‘The dialectics of universality. The heterodox critical social theory of Robert Fine’, British Journal of Sociology 71 (2): 403-415.

Robert Fine was among the most original social theorists in Britain of the past 30 years, and the aim of this paper is to offer a first systematic assessment of his intellectual contribution. There are sound intellectual reasons to explore Fine’s scholarship. He maintained a problematic relation with mainstream sociology and, against the reduction of sociology to questions of method, culture, or class, he argued that sociologists must continue to ask difficult normative questions as part of the social world they ought to explain. And there are also pressing political concerns that justify a reconsideration of his writings. Global politics is currently marked by a populist wave that decries the very ideas and values that were central to Fine’s social theory: the need to uphold the rule of law at home and abroad, the politics of cosmopolitan solidarity, and the significance of antisemitism and its relationships with different forms of authoritarian politics. My main argument is that there is a dialectics of universality that drives forward Fine’s intellectual project. By this, I mean that a universalistic idea of humanity—an all-inclusive conception of all human beings—is the most important normative intuition of modern times. This idea of humanity moves forward in history through a dual process of emancipation and domination: successful forms of social, legal, and political inclusion help make visible previous dynamics of exclusion but may also create or recreate discriminatory practices. Building on the work of French historian Michael Löwy on heterodox Jewish thinkers, I explain the three main tenets of Fine’s work: (a) his reconstruction of critical social theory; (b) the notion of cosmopolitan solidarity; and (c) the significance and main features of modern antisemitism.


**WHAT THE EXERCISE ASKS:** Where the string "WINDPROOF" shows up in a line of the records, copy that line.
▬▬▬▬▬▬▬▬▬▬
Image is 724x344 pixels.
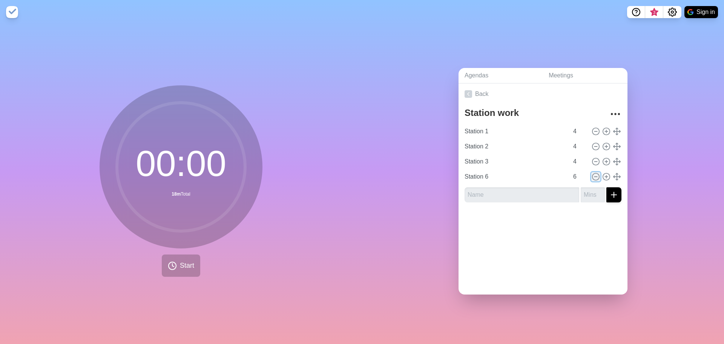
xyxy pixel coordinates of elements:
input: Mins [570,139,588,154]
input: Name [462,169,569,184]
button: Start [162,254,200,276]
span: Start [180,260,194,270]
input: Mins [570,154,588,169]
button: More [608,106,623,121]
input: Mins [570,169,588,184]
button: Sign in [684,6,718,18]
img: google logo [687,9,693,15]
input: Name [462,139,569,154]
button: Help [627,6,645,18]
button: What’s new [645,6,663,18]
img: timeblocks logo [6,6,18,18]
input: Name [465,187,579,202]
a: Agendas [459,68,543,83]
span: 3 [651,9,657,15]
button: Settings [663,6,681,18]
input: Mins [570,124,588,139]
a: Back [459,83,627,104]
input: Name [462,154,569,169]
input: Name [462,124,569,139]
input: Mins [581,187,605,202]
a: Meetings [543,68,627,83]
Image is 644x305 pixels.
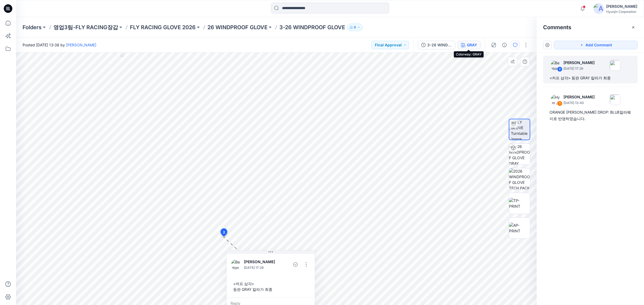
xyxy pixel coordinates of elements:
[427,42,451,48] div: 3-26 WINDPROOF GLOVE
[244,258,279,265] p: [PERSON_NAME]
[511,120,530,140] img: FLY GLOVE Turntable image
[509,198,530,209] img: TP-PRINT
[563,66,595,71] p: [DATE] 17:29
[457,40,480,49] button: GRAY
[549,109,631,122] div: ORANGE [PERSON_NAME] DROP: BLUE칼라웨이로 반영하였습니다.
[543,24,571,31] h2: Comments
[66,42,96,47] a: [PERSON_NAME]
[208,24,267,31] a: 26 WINDPROOF GLOVE
[23,42,96,47] span: Posted [DATE] 13:38 by
[593,4,604,14] img: avatar
[557,101,562,106] div: 1
[551,94,561,105] img: Hyun Jin
[606,10,637,14] div: Hyunjin Corporation
[244,265,279,271] p: [DATE] 17:29
[563,100,595,105] p: [DATE] 13:40
[500,40,509,49] button: Details
[551,60,561,70] img: Benton Moon
[549,75,631,81] div: <커프 삼각> 등판 GRAY 칼라가 최종
[418,40,455,49] button: 3-26 WINDPROOF GLOVE
[606,4,637,10] div: [PERSON_NAME]
[23,24,41,31] a: Folders
[509,222,530,234] img: AP-PRINT
[231,279,311,294] div: <커프 삼각> 등판 GRAY 칼라가 최종
[223,230,225,235] span: 2
[231,259,242,270] img: Benton Moon
[130,24,195,31] a: FLY RACING GLOVE 2026
[509,168,530,189] img: 2026 WINDPROOF GLOVE TECH PACK Rev 04 2025.04.08
[348,24,362,31] button: 8
[279,24,345,31] p: 3-26 WINDPROOF GLOVE
[467,42,477,48] div: GRAY
[563,60,595,66] p: [PERSON_NAME]
[509,143,530,164] img: 3-26 WINDPROOF GLOVE GRAY
[563,94,595,100] p: [PERSON_NAME]
[553,40,637,49] button: Add Comment
[54,24,118,31] a: 영업3팀-FLY RACING장갑
[557,67,562,72] div: 2
[354,25,356,30] p: 8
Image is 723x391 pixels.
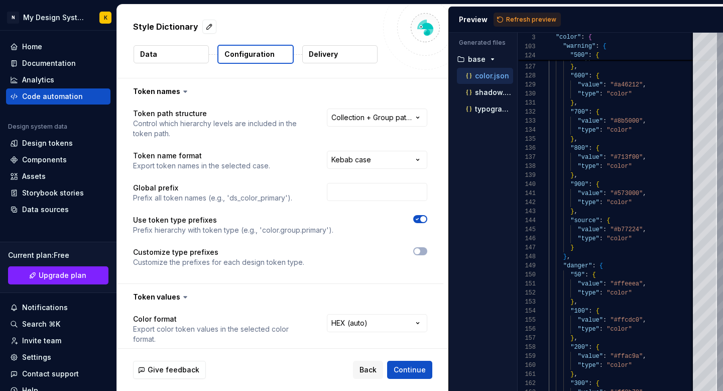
▬▬▬▬▬▬▬▬▬▬
**ANSWER BOX:**
[427,42,451,48] div: 3-26 WINDPROOF GLOVE
[208,24,267,31] a: 26 WINDPROOF GLOVE
[418,40,455,49] button: 3-26 WINDPROOF GLOVE
[509,168,530,189] img: 2026 WINDPROOF GLOVE TECH PACK Rev 04 2025.04.08
[279,24,345,31] p: 3-26 WINDPROOF GLOVE
[509,143,530,164] img: 3-26 WINDPROOF GLOVE GRAY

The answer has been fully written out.